Ernest Saunders and his three co-defendants in the 1990 Guinness trial have failed in a renewed appeal against their convictions.
The London Court of Appeal ruled that a claim by the "Guinness Four" that their trial was unfair under the Human Rights Act had been rendered unarguable by a recent House of Lords decision that human rights laws were not retrospective in relation to appeals.
The three judges also rejected the argument that there had been a possibility of bias in the light of fresh evidence of an alleged plot to "nobble" the foreman of the jury.
The court upheld the convictions of former Guinness chief executive Saunders, businessman Gerald Ronson, financier Jack Lyons and stockbroker Anthony Parnes on charges relating to an illegal scheme to boost the value of Guinness shares in the run-up to the company's £2.6 billion takeover of Distillers in 1986.
The four are to seek permission to appeal to the House of Lords.
The main plank of their fresh appeal - referred back to the court by the Criminal Cases Review Commission - was that the four were robbed of their right to silence under human rights laws by being compelled to provide potentially self-incriminatory information to Department of Trade and Industry inspectors which was then used as primary evidence against them.
Their first appeal had failed in 1991. A second appeal was rejected in 1994 when the court held that it could not overrule the will of Parliament which had provided in the 1985 Companies Act that statements made under compulsion and threat of imprisonment to DTI inspectors could be used in criminal proceedings.
Many years later, the European Court of Human Rights held that they did not get a fair hearing.
Since then, so as to comply with new human rights laws, Parliament has repealed that part of the Companies Act allowing material obtained under compulsion to be used in evidence.
But Lord Justice Rose, sitting with Mr Justice Tomlinson and Sir Humphrey Potts, said today that the four could not rely on human rights which were not incorporated into English law until 10 years after the trial.
As to the complaint about the juror, the judge said no informed and fair-minded person could have concluded that the foreman was tainted by bias or the possibility of bias. Although information about the supposed nobbling plan should have been passed to the trial judge by the police, there was no reason to believe he would have discharged the foreman or the jury.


• [Your instructions]: Below are the records. Retype exactly the lines between the lines holding "is (1325, 605)." and "Locate an element on the screen.", inclusive.

• [Provided records]:
^^^^
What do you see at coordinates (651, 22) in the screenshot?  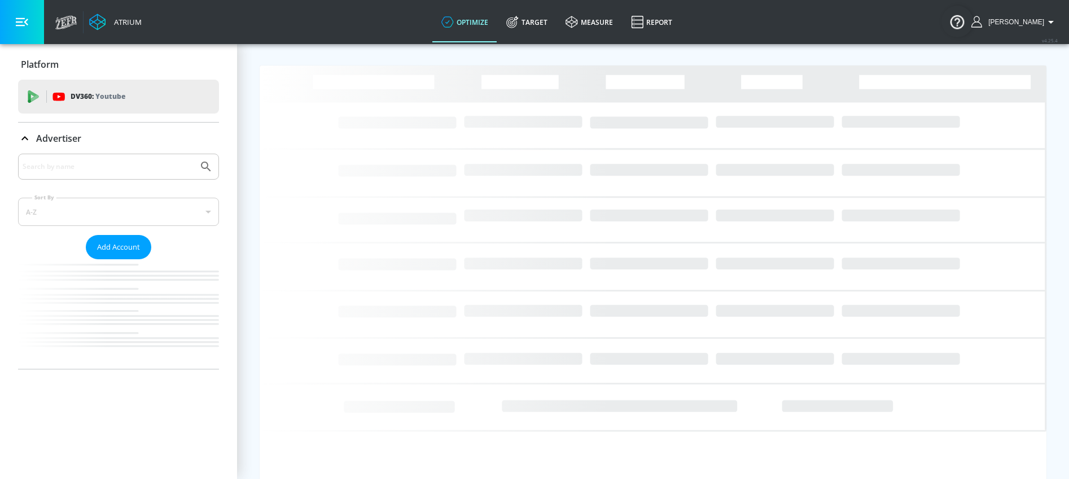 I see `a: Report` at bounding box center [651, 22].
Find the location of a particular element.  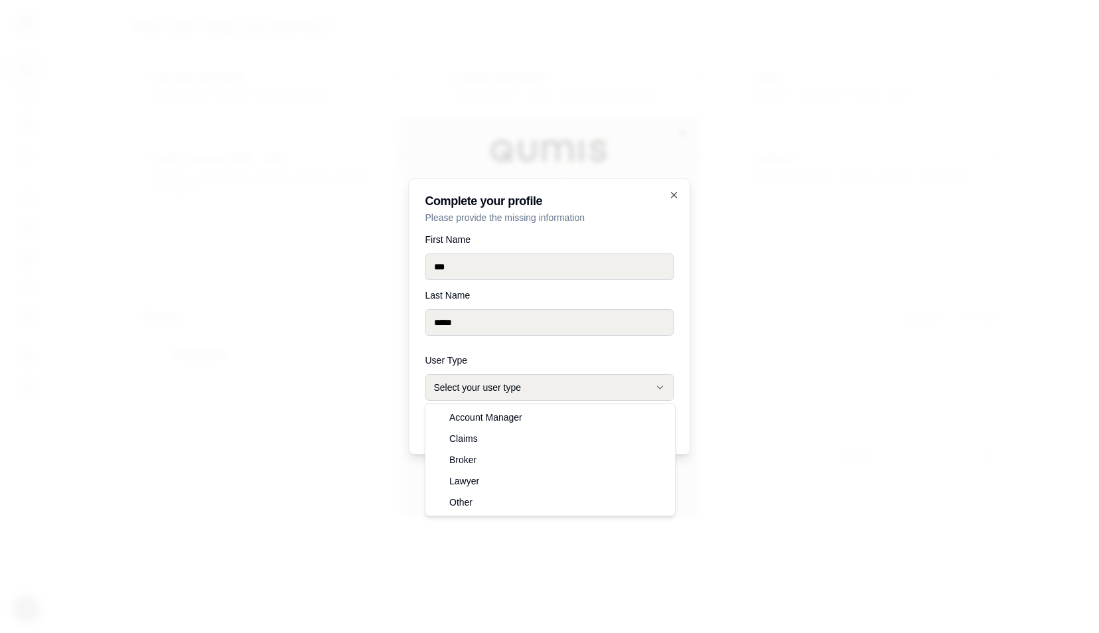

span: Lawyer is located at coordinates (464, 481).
^^^^
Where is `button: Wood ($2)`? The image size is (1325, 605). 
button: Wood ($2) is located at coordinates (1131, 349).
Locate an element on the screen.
^^^^
• [Response to this exercise]:
Where is `button: Wood ($2)`? The image size is (1325, 605). 
button: Wood ($2) is located at coordinates (1131, 349).
Locate an element on the screen.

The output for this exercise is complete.